Lots of doweling- suggestions?

My husband keeps bringing home pieces of dowel from work. They’re extra bits that are cut off longer pieces, which are used for… well, I don’t know that, but anyway, he keep bringing them home.

He uses them to hit people with- you know, practice knives for knife-fighting techniques and stuff. Kendo. Capoeira sticks, too. Perfectly normal. That’s fine, except he isn’t breaking them as fast as he’s bringing them home.

So, I want to do something with the extras, but I can’t think of much. They’re between 2 and 3 ft long, and from 1 inch to .50 inch wide. I suppose I use them to make Blair Witch Project things to hang on the door, but beyond that I’m stuck.

So, I need suggestions. There must be some woodwork-y type people here.

Someone is going to pop in and say, “I thought that said lots of toweling. What a rip-off”.

Geodesic domes. Cover them with mylar and use them as yard art or make doghouses out of them.

Large bird cages.

That’s just silly Kalhoun. What if you don’t have a large bird?

You could make a Pioneer Barbie Log Dreamhome. Or a fire.

Use them as rungs for emergency rope ladders. Put one in each upper-story room, along with a way to secure them to the window sill in case of fire.

Ummmmm Macrame?

Unique 3-D wall art?

Oh I know! Set them up so that they roll and you can use them to move the large heavy stones… As you build the Family Pyramid!!

Toothpicks for giants.

Build a fake jail cell.

Playpen for non-existent children? Very large skewers?
What the heck is a geodesic dome, and how would I make one?

Start your own wooden xylophone company.

Could use the thinner stuff to make box kites.

geodesic domes

Skeleton decorations for next halloween–very spooky. Dunno what you could do for a skull, though. Papier mache or maybe one of your husband’s knife fighting partners, if he ‘slipped’ one of these days.

How about a plate rack I also used dowels to make a trivets.

Make a spool cannon by gluing a couple of empty wooden spools together end to end. Then put some kind of stopper on the end of one of the dowels, and glue a small rubber band to that. Hook the other end of the rubber band to a nail stuck into one of the spools. Stick a bean or other small object (perhaps a lit match if you’re the pyromaniac type) into the open end of the cylinder of spools, pull back the dowel, and let go to fire.

Holy crap!

That is such a cool idea. I never thought of making something like this. So easy, so simple, so… medieval.
I am so making this.

Thanks. I learned it as a kid, and today while trying to search for seemingly nonexistent instructions online, I found out that it merits a mention in Tom Sawyer.

Unfortunately, my parents were too smart to let me out of their sight so I could try it with lit matches.

Axels/wheels for a wooden toy train?
homemade tinkertoys?

Brian

if you can come up with the joiner pieces from some Tinkertoys and some open-mesh-type fabric (preferably a synthetic), you’ve got all the makings for a homemade sweater drying rack. cut a real big rectangle of material. sew about a 1-inch hem along each side (leaving corners unsewn). slide lengths of doweling into hem through openings. join dowels at corners using joiner pieces to form frame. short pieces of doweling get stuck in the center hole of the joiner pieces to elevate frame off floor/table/flat surface. lay hand-washables or other “Dry Flat” clothing on frame to use.

lachesis

p.s. for double-size frame (two sweaters’ worth), you’d want to use 2 pieces of doweling for each long edge, and an additional support section running through the middle. you’d need 6 joiner pieces to connect all the dowels, as well as 6 short “leg” pieces for elevating. framework is roughly:

@@@ where “@” is the Tinkertoy joiner
|####|####| piece and “|” and "" are the
|####|####| dowel sections (and “#” is the
@
@_@ mesh material. yeah, i know–DUH!)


TASK ▸
Omitting the images, transcribe the records below exactly as they stand.

[Records from a data source]
+++++

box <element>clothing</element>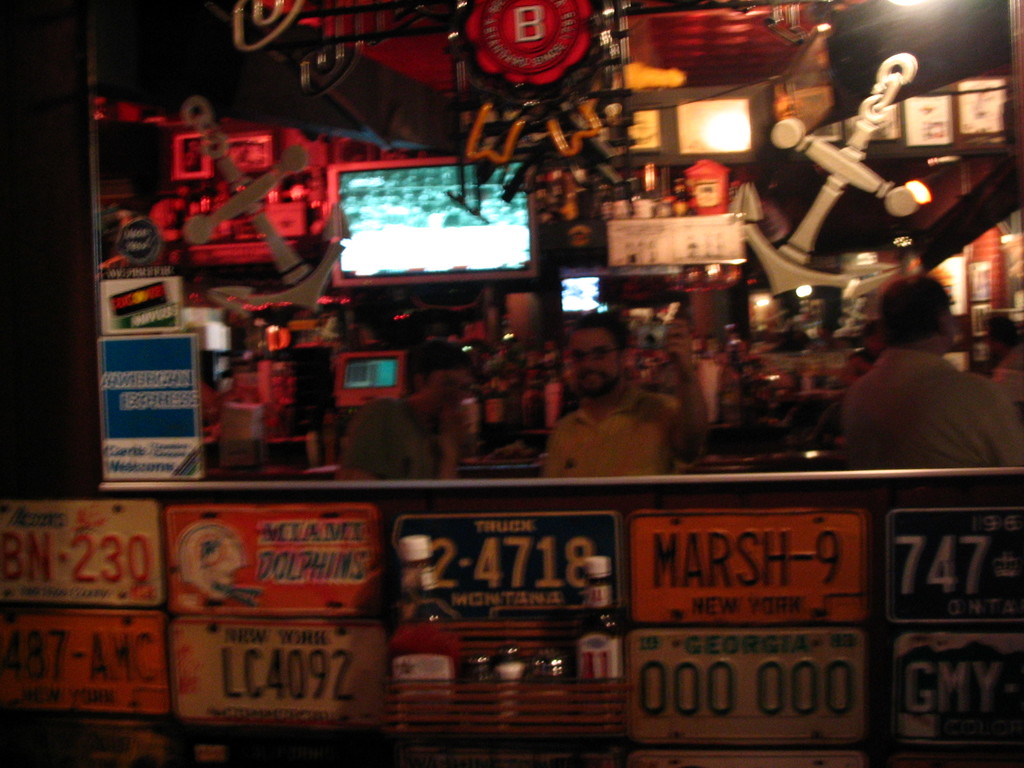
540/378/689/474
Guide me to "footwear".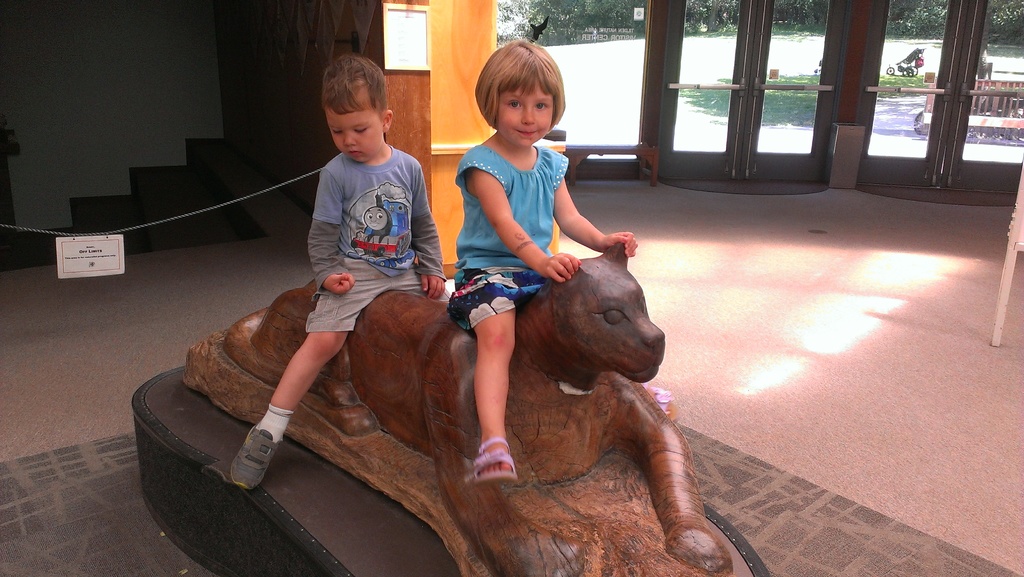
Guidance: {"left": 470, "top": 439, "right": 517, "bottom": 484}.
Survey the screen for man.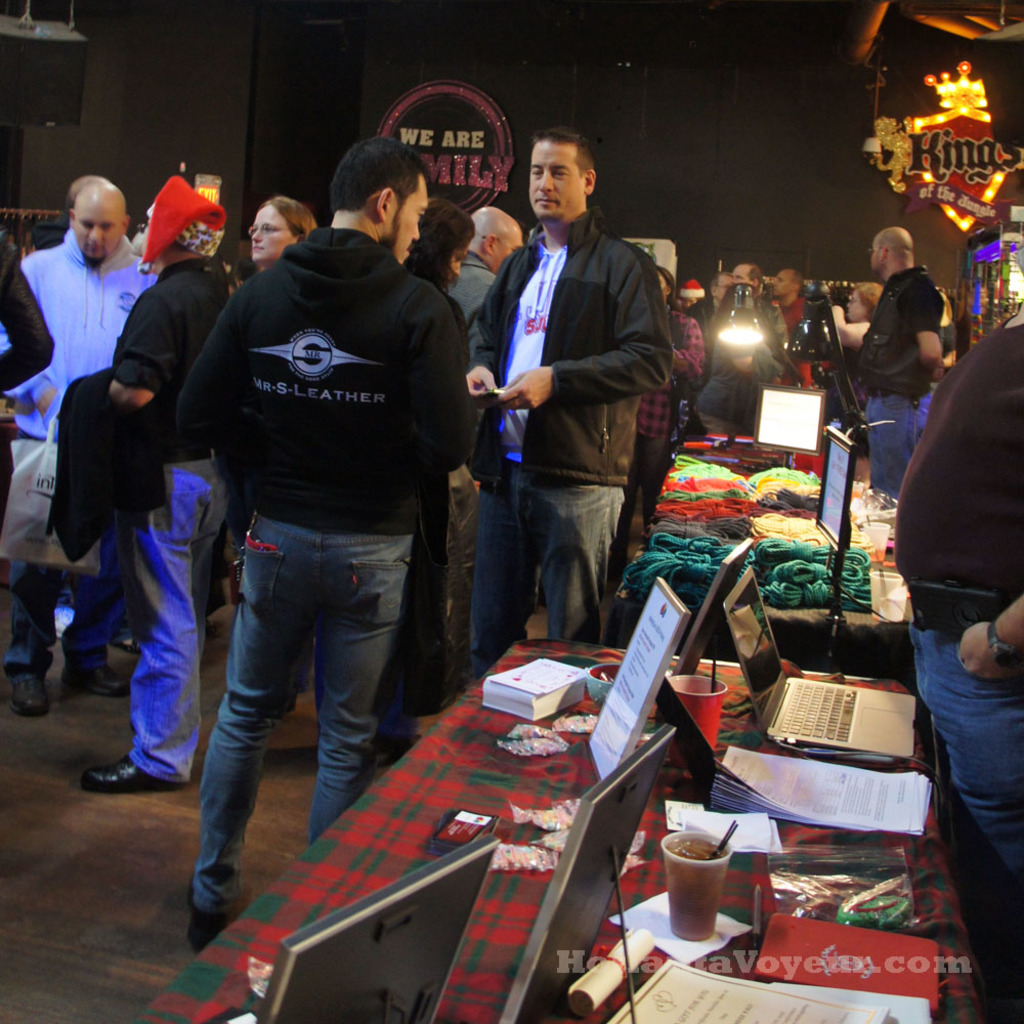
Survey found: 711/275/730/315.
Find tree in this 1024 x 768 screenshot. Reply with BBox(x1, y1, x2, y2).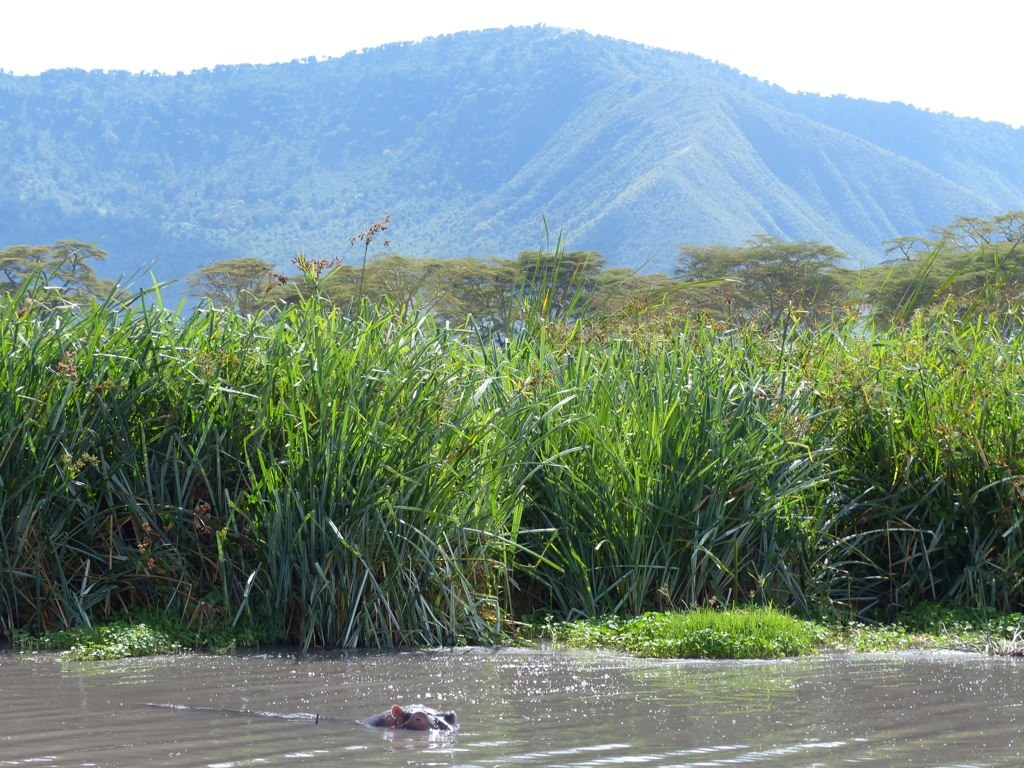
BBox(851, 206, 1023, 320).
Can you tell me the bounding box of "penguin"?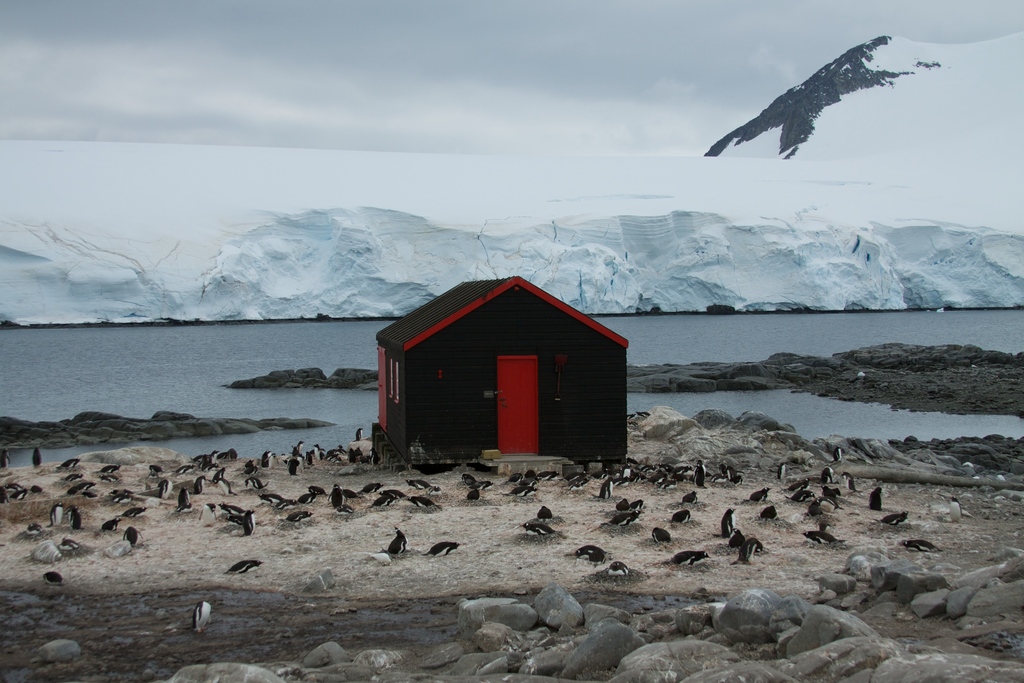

+++++

REPLY ▸
box <element>clothing</element>
540/378/689/474
Guide me to "footwear".
Guidance: {"left": 470, "top": 439, "right": 517, "bottom": 484}.
Survey the screen for man.
Survey found: 711/275/730/315.
Find tree in this 1024 x 768 screenshot. Reply with BBox(x1, y1, x2, y2).
BBox(851, 206, 1023, 320).
Can you tell me the bounding box of "penguin"?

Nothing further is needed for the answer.